Space likely for rare earths search, scientists say
SYDNEY— The quest for rare earths vital to some of modern life’s most indispensable technologies may see mining robots jet to the stars within decades, a world-first conference in Australia was told Wednesday.
Yttrium, Lanthanum and the other 15 minerals which make up the group of elements known as rare earths are crucial to everything from wind turbines and hybrid cars to cruise missiles and the ubiquitous smartphone.
As technology advances so too does demand for the elements which, although relatively abundant, require laborious and waste-intensive processing to be freed from surrounding rock.
Article continues after this advertisementThey are a precious commodity—so precious scientists are now looking beyond Earth’s reaches for new supplies, with moon and asteroid mining becoming a lucrative prospect, according to researchers and tech firms gathered in Sydney for the world’s first formal “Off-Earth Mining Forum”.
“It’s about joining the dots,” explained conference convenor Andrew Dempster from the Australian Centre for Space Engineering.
“I think we’ve got to the point where people are saying ‘yeah, I think we can do this’.”
Article continues after this advertisementA cross-section of the space and mining industry’s top minds have gathered to swap ideas about the latest advances in space and mining technology, from Rio Tinto and Sandvik to NASA and Japan’s space agency JAXA.
Rene Fradet, of NASA’s Jet Propulsion Laboratory— the organization behind the current Mars Curiosity Rover mission— believes space mining will be possible and economical within 20-30 years.
But Dempster thinks it could be quicker than that.
“Most of the technology already exists, but there needs to be a business case. It depends on making that business case.”
Like the challenges, the costs are substantial: to transport one kilogram to the moon is $100,000, and none of the cutting-edge completely automated technology comes cheap.
One delegate, NASA affiliate Berok Khoshnevis from the University of Southern California, has developed technology to make waterless sulphur-based cement from the loose rubble on Mars and Earth’s moon.
Matthew Dunbabin, from the Australia’s government’s science agency CSIRO, has done a large-scale simulation of using mining machinery in space and told delegates the main issue was electrical power.
Few space missions had attempted significant excavations—the sum total of all NASA’s Apollo missions had been 382 kilograms and the Mars programme had netted in the order of “grams”, Dunbabin said.

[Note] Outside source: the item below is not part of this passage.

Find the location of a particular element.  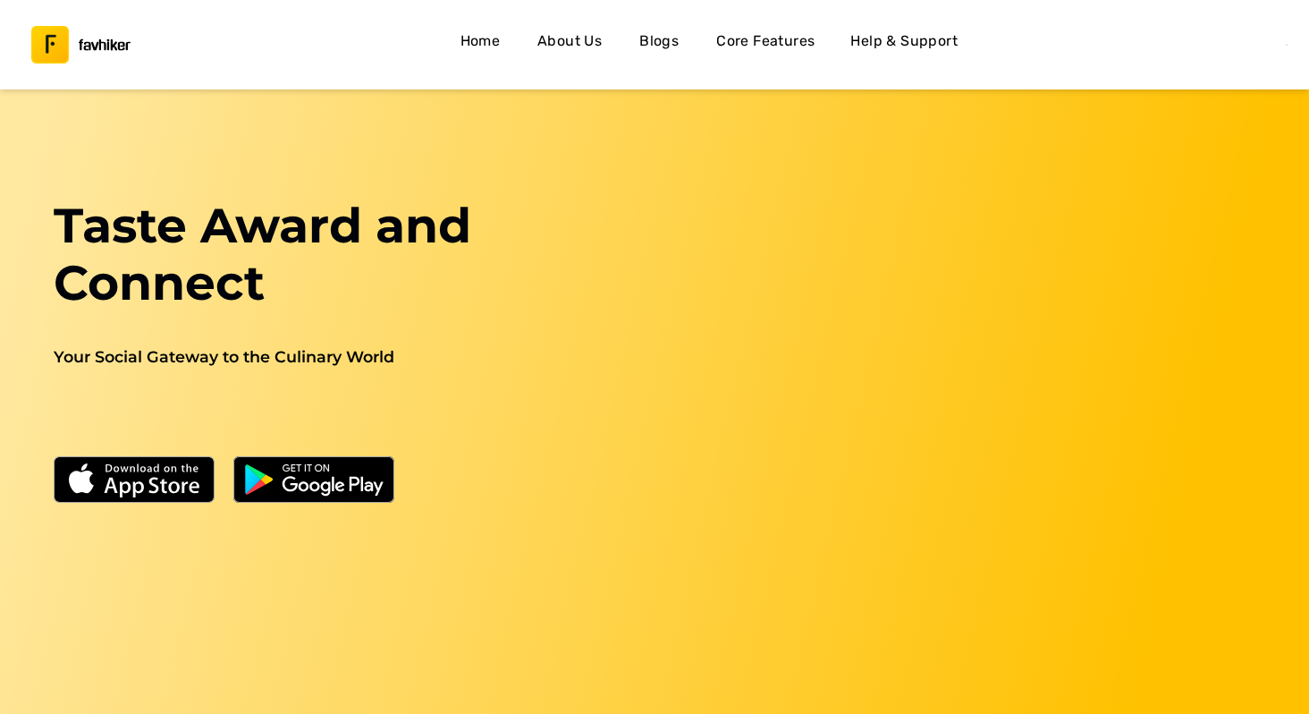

Gravity, temperatures, atmospheric pressure, radiation and the consistency of surfaces themselves all present unique problems, complicated by the fact that operations in space would have to be largely automated and remote-controlled.

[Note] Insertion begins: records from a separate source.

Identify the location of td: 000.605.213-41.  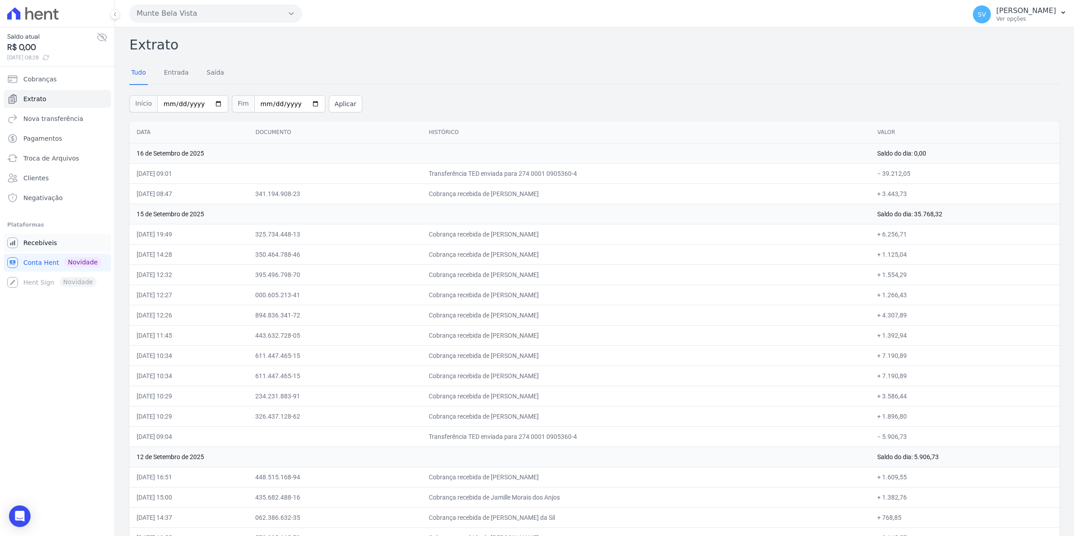
(335, 294).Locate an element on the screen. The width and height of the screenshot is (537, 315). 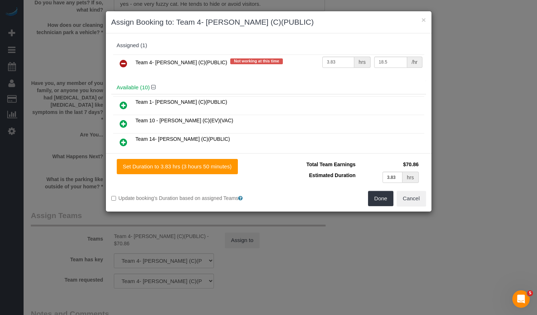
h4: Available (10) is located at coordinates (269, 87).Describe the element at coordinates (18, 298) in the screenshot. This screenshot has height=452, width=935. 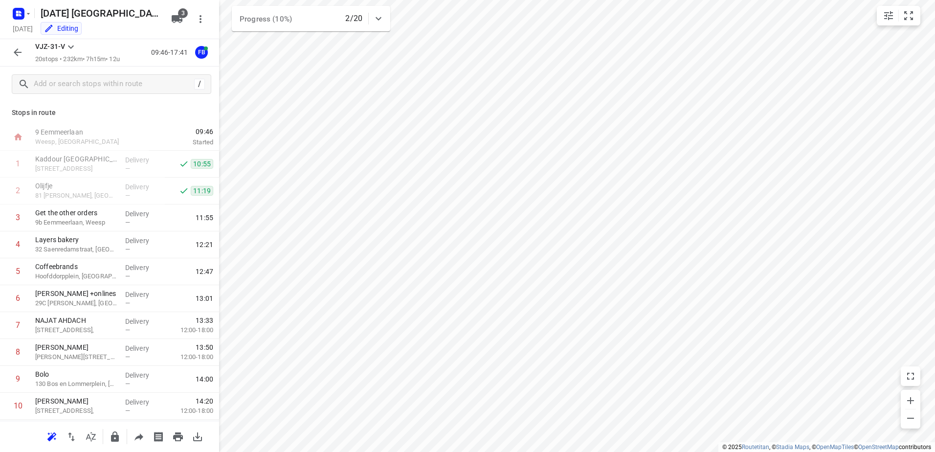
I see `div: 6` at that location.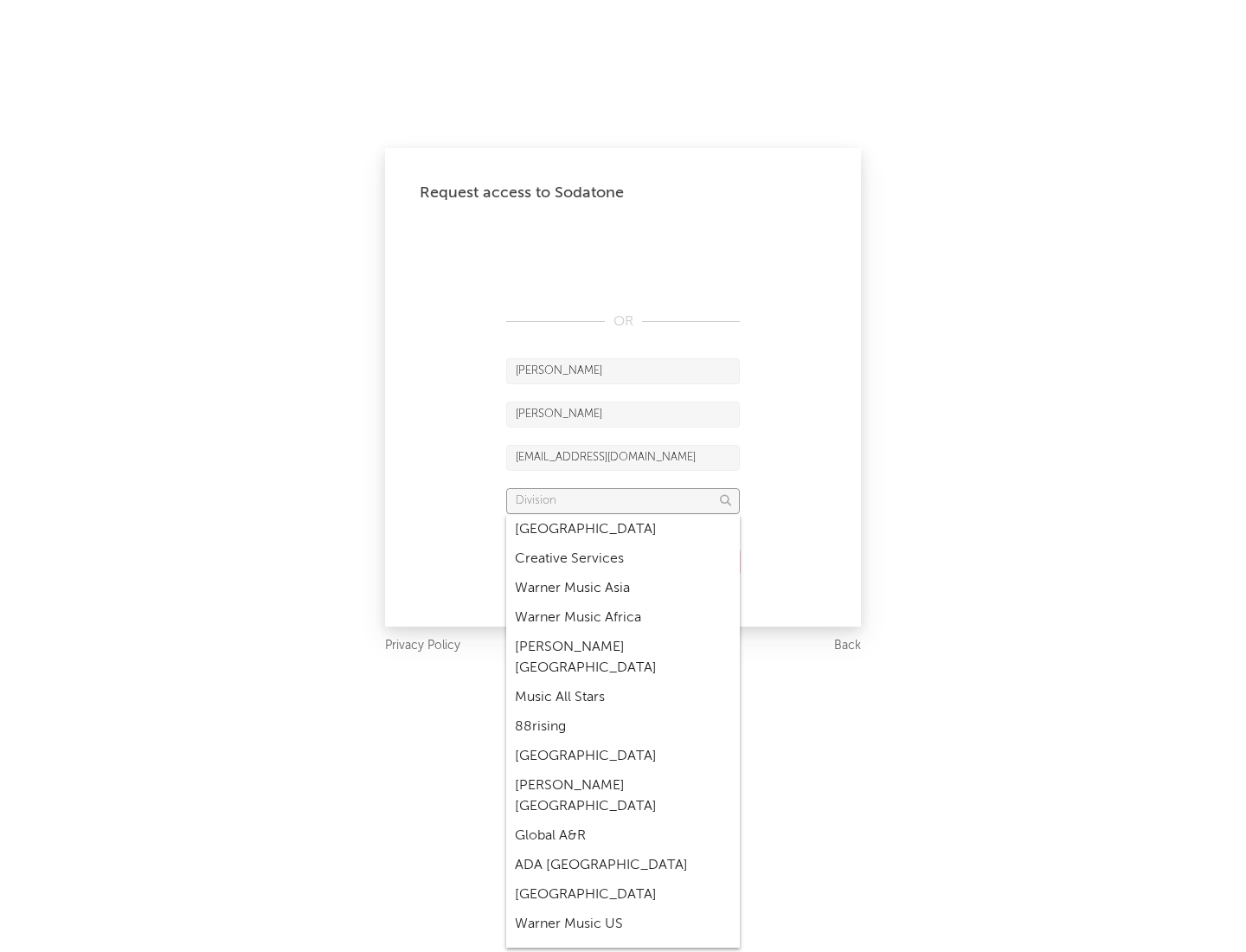 This screenshot has height=952, width=1246. What do you see at coordinates (623, 193) in the screenshot?
I see `div: Request access to Sodatone` at bounding box center [623, 193].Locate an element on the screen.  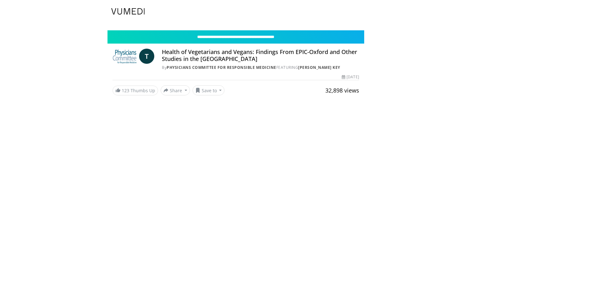
a: Physicians Committee for Responsible Medicine is located at coordinates (221, 67).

Space drilling also throws up the question: who owns the moon’s resources?
SingTel Optus lawyer Donna Lawler likened it to the law of the high seas, where energy firms can mine in international waters without claiming territorial ownership.
More than 100 countries including the US have ratified the 1967 Outer Space Treaty, which holds signatory nations responsible for activities in space but it is as yet untested.
It may be soon if space mining joins the moon landings in the annals of science fiction-turned-reality.
“There’s nothing really science fiction about any of this. In many ways a lot of the technology already exists, I don’t think we really have to invent much science,” said Dempster.